Use of Computers in Soviet Management

Use of Computers in Soviet Management PDF Author: United States. Central Intelligence Agency. Directorate of Intelligence
Publisher:
ISBN:
Category : Automation
Languages : en
Pages : 56

Book Description


Russia and the United States

Russia and the United States PDF Author: Nikolai V. Sivachev
Publisher: University of Chicago Press
ISBN: 9780226761503
Category : History
Languages : en
Pages : 320

Book Description
Russia and the United States—an account of American-Russian relations written for an American audience by Soviet historians—represents a novel venture for both scholarship and publishing. Its often startling perspective on American foreign policy is required reading for anyone wishing to understand the increasingly troubled relations between the two nations. Sivachev and Yakolev trace the course of the U.S.-Russian relations from the years preceding the American Revolution to the 1970s, when human rights issues began to cause friction. Those relations, the authors believe, were characterized by America's repeated failure to take advantage of opportunities to improve them.
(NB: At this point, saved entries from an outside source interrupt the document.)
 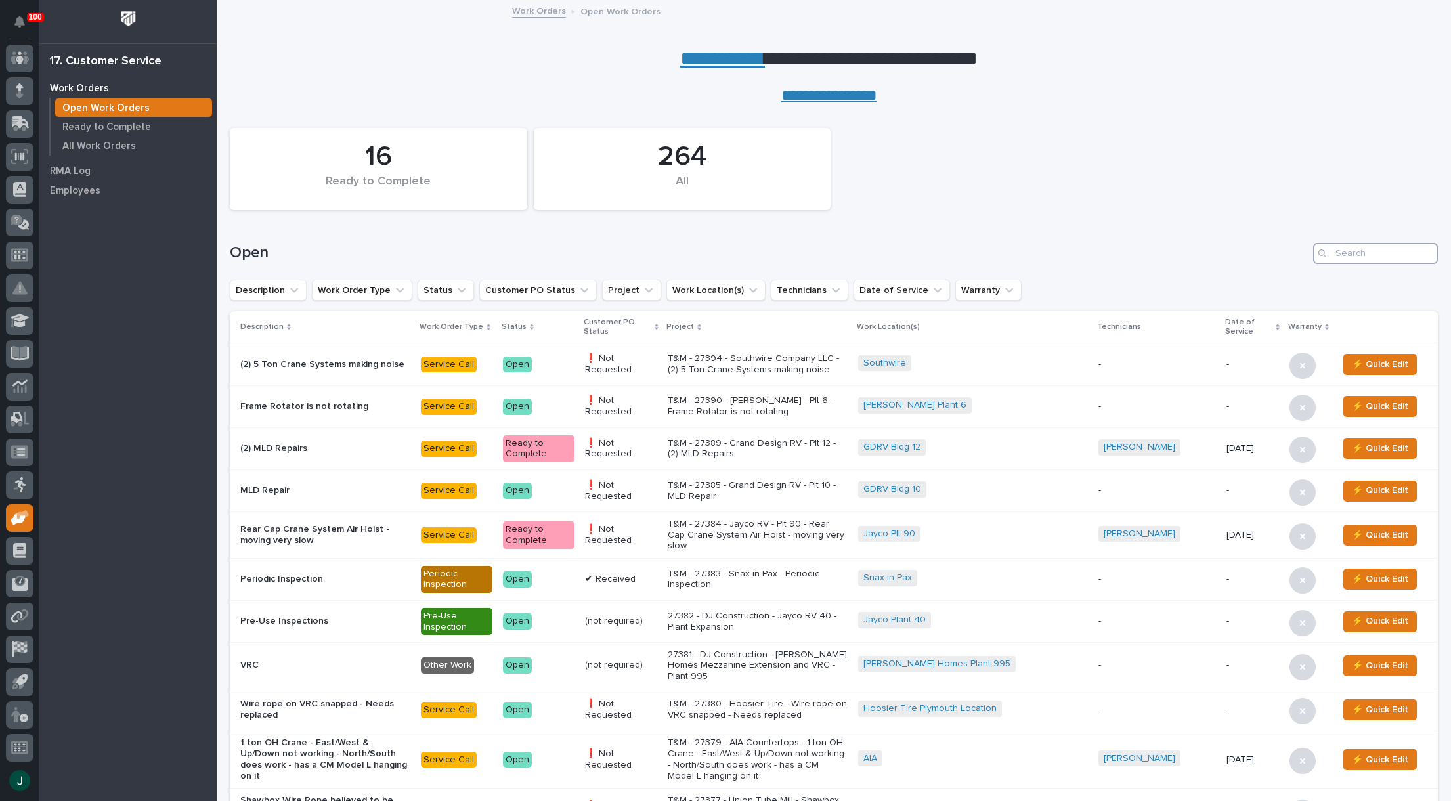 What do you see at coordinates (632, 290) in the screenshot?
I see `button: Project` at bounding box center [632, 290].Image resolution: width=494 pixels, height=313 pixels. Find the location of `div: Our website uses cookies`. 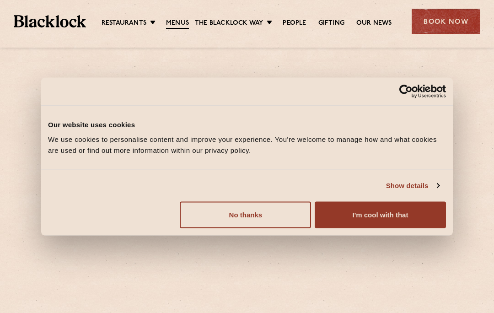

div: Our website uses cookies is located at coordinates (247, 125). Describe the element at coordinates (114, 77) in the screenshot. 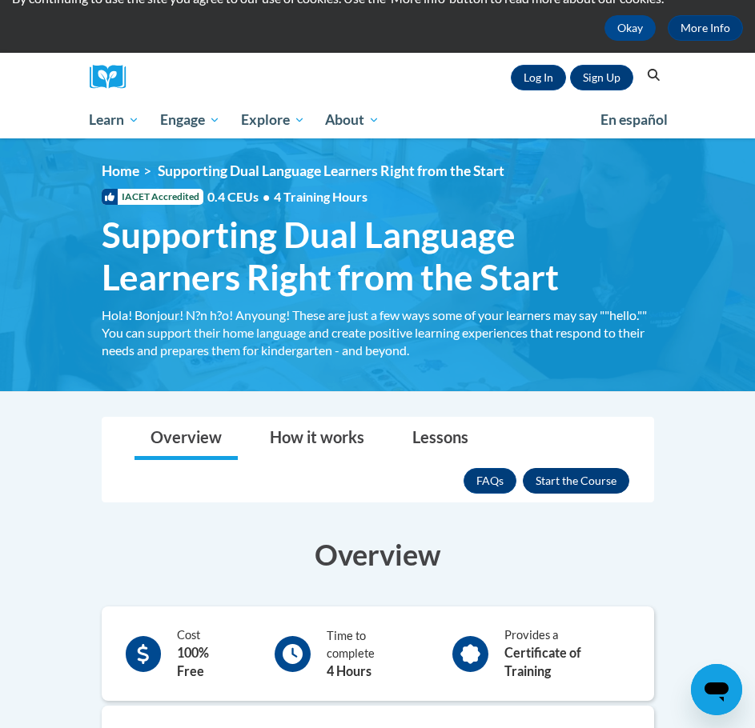

I see `a: Cox Campus` at that location.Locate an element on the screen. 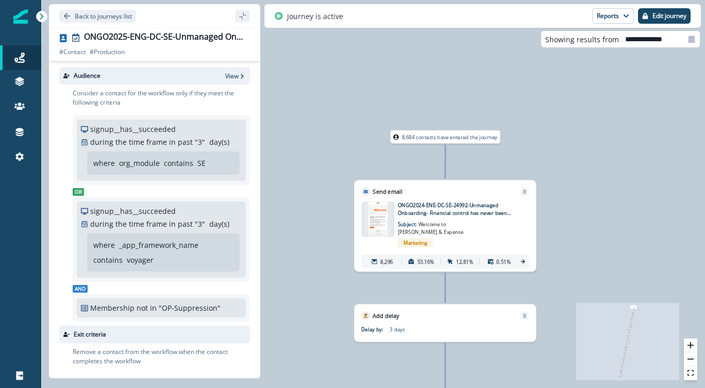 The height and width of the screenshot is (388, 705). div: Send emailRemoveemail asset unavailableONGO2024-ENE-DC-SE-24992-Unmanaged Onboarding- Financial c... is located at coordinates (446, 226).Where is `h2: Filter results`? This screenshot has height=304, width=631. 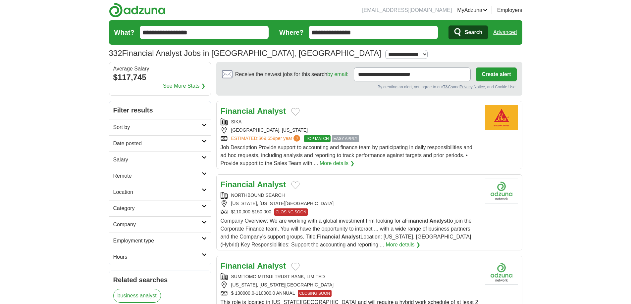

Recognizing the controversial nature of the book, Sivachev said in an interview with the New York Times: "We did not set out to please the American reader, nor did the University of Chicago Press ask us to. On the contrary, they recommended that we should feel free to present our own views." "Scholars and students of American foreign policy . . . are likely to be alternatively interested, intrigued, angered, and sometimes illuminated by some of the interpretations found in this work."—Perspective "An American reader should not prejudge this book as simply another dreary contribution to the rhetoric of Soviet propaganda. It is more than this. The book is an expression of a view of the world that is truly and strikingly different from an American one and it is important to understand that it is a theory of reality that is shared by most, if not all, Soviet intellectuals who study America and its foreign policy. It is not enough simply to establish the inaccuracies and misrepresentations contained in such a view. One must go further and understand that such a view of reality is sincerely deeply held and that it is a part of a larger belief system that gives the authors' scholarly work coherence and meaning."—Boston Sunday Globe

Stalin and the Bomb

Stalin and the Bomb PDF Author: David Holloway
Publisher: Yale University Press
ISBN: 0300164459
Category : History
Languages : en
Pages : 507

Book Description
The classic and “utterly engrossing” study of Stalin’s pursuit of a nuclear bomb during the Cold War by the renowned political scientist and historian (Foreign Affairs). For forty years the U.S.-Russian nuclear arms race dominated world politics, yet the Soviet nuclear establishment was shrouded in secrecy. Then, shortly after the collapse of the Soviet Union, David Holloway pulled back the Iron Curtain with his “marvelous, groundbreaking study” Stalin and the Bomb (The New Yorker). How did the Soviet Union build its atomic and hydrogen bombs? What role did espionage play? How did the American atomic monopoly affect Stalin's foreign policy? What was the relationship between Soviet nuclear scientists and the country's political leaders? David Holloway answers these questions by tracing the dramatic story of Soviet nuclear policy from developments in physics in the 1920s to the testing of the hydrogen bomb and the emergence of nuclear deterrence in the mid-1950s. This magisterial history throws light on Soviet policy at the height of the Cold War, illuminates a central element of the Stalinist system, and puts into perspective the tragic legacy of this program―environmental damage, a vast network of institutes and factories, and a huge stockpile of unwanted weapons.